Likens research and his legacy are intimately tied to the White Mountains. It began in 1963 when Likens was a professor at Dartmouth College. He was the lead scientist of a team studying streamwater chemistry in the Hubbard Brook Experimental Forest outside Lincoln, the U.S. Forest Service’s forest-laboratory of the White Mountains. His team wanted to know how the forest worked, to understand the inputs and outputs, what made it tick. They weren’t looking for anything specific, Likens said, but what they they found surprised them: water infused with sulfur dioxide and nitrogen oxides, a concoction capable of leaching aluminum from the soil and depositing it downstream in lakes and rivers, and also capable of killing insects, fish and plants along the way.

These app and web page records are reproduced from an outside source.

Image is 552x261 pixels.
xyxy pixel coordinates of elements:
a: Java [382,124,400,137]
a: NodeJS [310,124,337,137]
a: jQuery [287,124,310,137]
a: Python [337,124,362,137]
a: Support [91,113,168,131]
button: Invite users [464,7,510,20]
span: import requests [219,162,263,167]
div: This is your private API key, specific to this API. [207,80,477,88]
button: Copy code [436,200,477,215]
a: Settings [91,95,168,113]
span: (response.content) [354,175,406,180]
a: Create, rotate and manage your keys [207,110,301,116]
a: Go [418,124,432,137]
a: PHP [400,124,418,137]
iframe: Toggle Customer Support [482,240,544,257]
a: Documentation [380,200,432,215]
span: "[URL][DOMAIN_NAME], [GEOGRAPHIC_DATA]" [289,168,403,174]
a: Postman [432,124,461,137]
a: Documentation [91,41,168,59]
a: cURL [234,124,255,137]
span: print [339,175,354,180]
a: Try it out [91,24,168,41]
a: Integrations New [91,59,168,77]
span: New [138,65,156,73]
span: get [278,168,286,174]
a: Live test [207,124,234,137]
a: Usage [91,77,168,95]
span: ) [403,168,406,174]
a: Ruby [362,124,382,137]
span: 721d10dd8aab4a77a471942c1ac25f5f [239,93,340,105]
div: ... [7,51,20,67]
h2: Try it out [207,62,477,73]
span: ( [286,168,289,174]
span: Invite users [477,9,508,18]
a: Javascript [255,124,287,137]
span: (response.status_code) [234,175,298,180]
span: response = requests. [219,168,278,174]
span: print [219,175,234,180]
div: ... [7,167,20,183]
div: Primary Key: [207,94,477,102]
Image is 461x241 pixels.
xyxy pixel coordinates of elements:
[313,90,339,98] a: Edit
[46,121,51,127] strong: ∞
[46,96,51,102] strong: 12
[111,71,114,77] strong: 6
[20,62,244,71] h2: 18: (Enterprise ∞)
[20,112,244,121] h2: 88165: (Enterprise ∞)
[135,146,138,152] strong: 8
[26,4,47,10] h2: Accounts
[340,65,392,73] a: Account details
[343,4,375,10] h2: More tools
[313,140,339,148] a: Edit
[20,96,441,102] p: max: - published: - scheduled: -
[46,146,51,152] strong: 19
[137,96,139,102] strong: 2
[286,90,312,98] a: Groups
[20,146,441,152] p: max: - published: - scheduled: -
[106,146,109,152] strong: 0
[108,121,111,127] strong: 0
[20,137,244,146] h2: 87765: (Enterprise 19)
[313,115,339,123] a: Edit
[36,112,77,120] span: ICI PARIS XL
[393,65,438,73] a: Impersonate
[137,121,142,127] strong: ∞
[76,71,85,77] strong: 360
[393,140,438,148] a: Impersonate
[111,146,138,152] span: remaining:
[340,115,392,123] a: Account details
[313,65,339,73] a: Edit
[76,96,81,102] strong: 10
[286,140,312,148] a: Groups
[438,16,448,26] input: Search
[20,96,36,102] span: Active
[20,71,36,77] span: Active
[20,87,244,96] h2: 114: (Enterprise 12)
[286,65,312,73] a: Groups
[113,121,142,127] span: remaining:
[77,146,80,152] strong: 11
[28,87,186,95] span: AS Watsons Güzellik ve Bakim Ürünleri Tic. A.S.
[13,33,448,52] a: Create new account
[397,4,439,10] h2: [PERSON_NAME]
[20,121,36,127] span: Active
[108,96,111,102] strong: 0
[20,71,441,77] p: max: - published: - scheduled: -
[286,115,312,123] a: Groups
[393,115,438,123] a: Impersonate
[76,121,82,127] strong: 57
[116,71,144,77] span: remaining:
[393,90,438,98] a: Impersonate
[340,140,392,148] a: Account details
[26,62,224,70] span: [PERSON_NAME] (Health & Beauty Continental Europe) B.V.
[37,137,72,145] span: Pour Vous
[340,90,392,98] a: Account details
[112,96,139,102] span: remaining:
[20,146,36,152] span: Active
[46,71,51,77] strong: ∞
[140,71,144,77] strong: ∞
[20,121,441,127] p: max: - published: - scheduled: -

What they found was acid rain.

“The very first sample of rain we collected was very acidic,” said Likens, with acidity levels 100 times above normal. “Nobody knew there was a problem,” he said. “It was pure serendipity. So much of science is that way. We didn’t set out to discover acid rain. It was there and we ran with it.”

Their research led to an article in the journal Environment in 1972. Two years later Likens, now a professor at Cornell University, replicated the experiment in the Finger Lakes region of central New York, where again they found sulfur dioxides and nitrogen oxides in the water. He and a colleague published again published their findings, this time in the journal Science.

That’s when their research got noticed.

“It was picked up by the New York Times,” Likens said. “It ran on the front page.”

The year was 1974. Acid rain for the first time was in national headlines. It would be another 16 years before Congress passed revisions to the Clean Air Act to curb the industrial pollution that was the cause.

From acid rain’s discovery in 1963 to Congressional action in 1990, all of it started in the White Mountains, in the Hubbard Brook Experimental Forest, which Likens calls one of the most studied ecosystems on the planet.

“We are much more effective stewards when we have long-term monitoring to guide us,” Likens said, “but the reality is such studies are quite rare.”

Likens research has included collecting decades of stream water chemistry data and associated rainfall information, creating one of the longest such records for any site on Earth. “And I’m still doing it,” he said.

And scientists in other disciplines have been doing similar work, leaving long records that allow researchers to see trends over time.

“So with climate change we can say what happened,” Likens said, “and what is happening.”

Birds in the forest, for example, are arriving earlier. Buds sprout earlier. Mirror Lake, “probably one of the most studied lakes in the world,” he said, is now covered by ice 20 days less each winter than in years past. The planet is definitely warming.

But when it comes to climate change some people push back against the science. And they doubt human involvement. Likens said he seen this before, that it was the same debate over causation that raged with acid rain.

But as a researcher, Likens said, his job is not to get lost in those arguments. A researcher’s job is to continue working, he said, to explore and examine, to collect data and ensure a record exists of what happens in the world.

“I’m not an advocate,” Likens said. “I’m not a politician. I’m a scientist.”

 

A version of this story ran in Saturday’s Conway Daily Sun.